VoyForums
[ Show ]
Support VoyForums
[ Shrink ]
VoyForums Announcement: Programming and providing support for this service has been a labor of love since 1997. We are one of the few services online who values our users' privacy, and have never sold your information. We have even fought hard to defend your privacy in legal cases; however, we've done it with almost no financial support -- paying out of pocket to continue providing the service. Due to the issues imposed on us by advertisers, we also stopped hosting most ads on the forums many years ago. We hope you appreciate our efforts.

Show your support by donating any amount. (Note: We are still technically a for-profit company, so your contribution is not tax-deductible.) PayPal Acct: Feedback:

Donate to VoyForums (PayPal):

Login ] [ Main index ] [ Search | Check update time | Archives: 123456789[10] ]


[ Next Thread | Previous Thread | Next Message | Previous Message ]

Date Posted: 17:48:53 04/22/01 Sun
Author: OPB
Subject: Re: But where does that leave one?
In reply to: Steve A. 's message, "But where does that leave one?" on 16:57:35 04/22/01 Sun

I suppose i should give some background: the lesson was on false spirituality as opposed to true spirituality ( a relationship with jay-sus) Apparently i'm not allowed to make certain observations about the physical world with any more certainty than they make observations about the spiritual world.

Certainty of any knowledge is unattainable; epistemologists finally realized that in the middle of the 20th century.
Once upon a time, starting with Descartes, it was thought that to be bona fide knowledge a certain item had to be known with absolute certainty; hence, Descartes' MEDITATIONS. But today, knowledge tends to be analyzed not as a perfect, undefeatable thing but in terms of degrees; i.e., if "absolute certainty" is a 10 on the scale, then 9 is slightly less than certain, while 1 is dubious. You can never reach 10; your knowledge could always be defeated by some future development.

Some things I'd say we know to a 9 degree: the existence of ourselves and some kind of world. Further, that this world of ours is a physical world describable by science would probably rate 7 or 8.
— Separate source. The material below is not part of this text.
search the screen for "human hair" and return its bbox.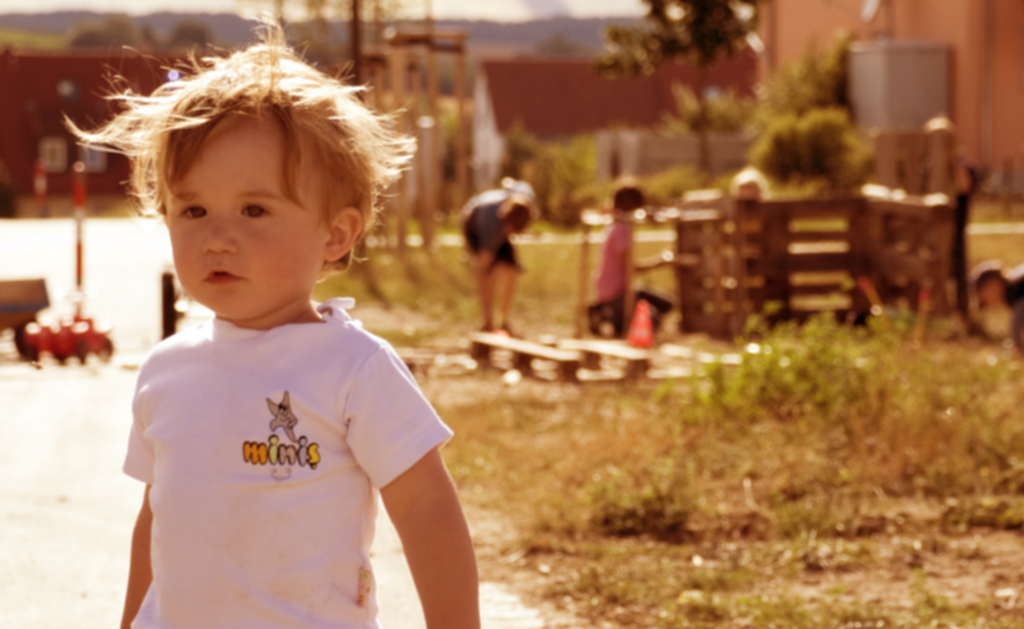
Found: detection(503, 199, 536, 223).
But to me, there seems that knowledge of the physical world would have to be more reliable, because we have more ways of apporaching physical assertations with anylytical and critical methods outside of experience-based "knowledge"

You're talking about justification of knowledge here. Given that knowledge comes in degrees, we should believe propositions that have the best reasons on their side.
But what exactly should count as a good reason to accept a proposition?
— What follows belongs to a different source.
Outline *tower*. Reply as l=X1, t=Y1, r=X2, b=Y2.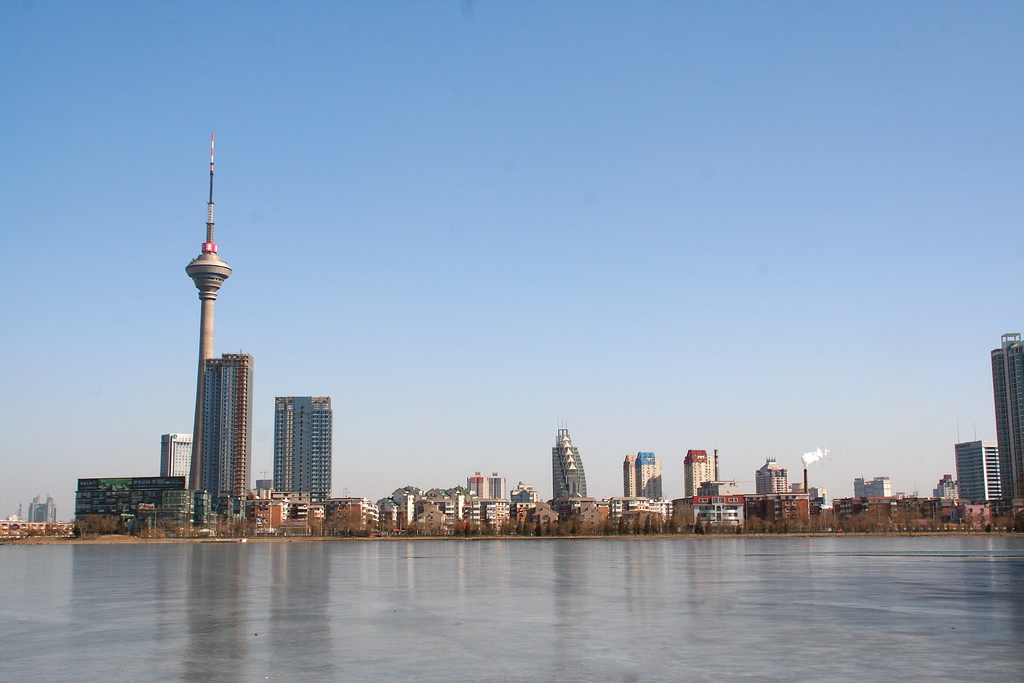
l=186, t=133, r=232, b=492.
There are two broad answers. There are those who hold that "reasons" are really just a matter of a certain belief being formed by a reliable process--e.g., by the senses. This is a causal analysis of knowledge; external objects interact with our sense faculties to create beliefs about the objects. The second route holds that reasons should be based on evidence; knowledge is a conscious intellectual activity, in other words. If we investigate a certain thing and find that we're able to make good predictions about it based on past experience, e.g., that's evidence that the thing exists (at least). The inductive logic of science fits best with this second method.

But this is really beside the point where Xianity is concerned. The deepest error the YHWH slave makes is accepting the Bible as authoritative; because you can never be entirely certain of anything, accepting the Bible as God's One True Complete Revelation to man is a big leap, no matter what your supposed evidence. Even if you could prove every proposition that the Bible makes to the 9th degree, you still couldn't invest the absolute conviction in it that Xianity demands; your leap of faith would always be non-sequitur. In trying to take a scientific or rational approach to proving Xianty, you unwittingly undermine it.

[ Next Thread | Previous Thread | Next Message | Previous Message ]


Replies:



Post a message:
This forum requires an account to post.
[ Create Account ]
[ Login ]

Forum timezone: GMT-8
VF Version: 3.00b, ConfDB:
Before posting please read our privacy policy.
VoyForums(tm) is a Free Service from Voyager Info-Systems.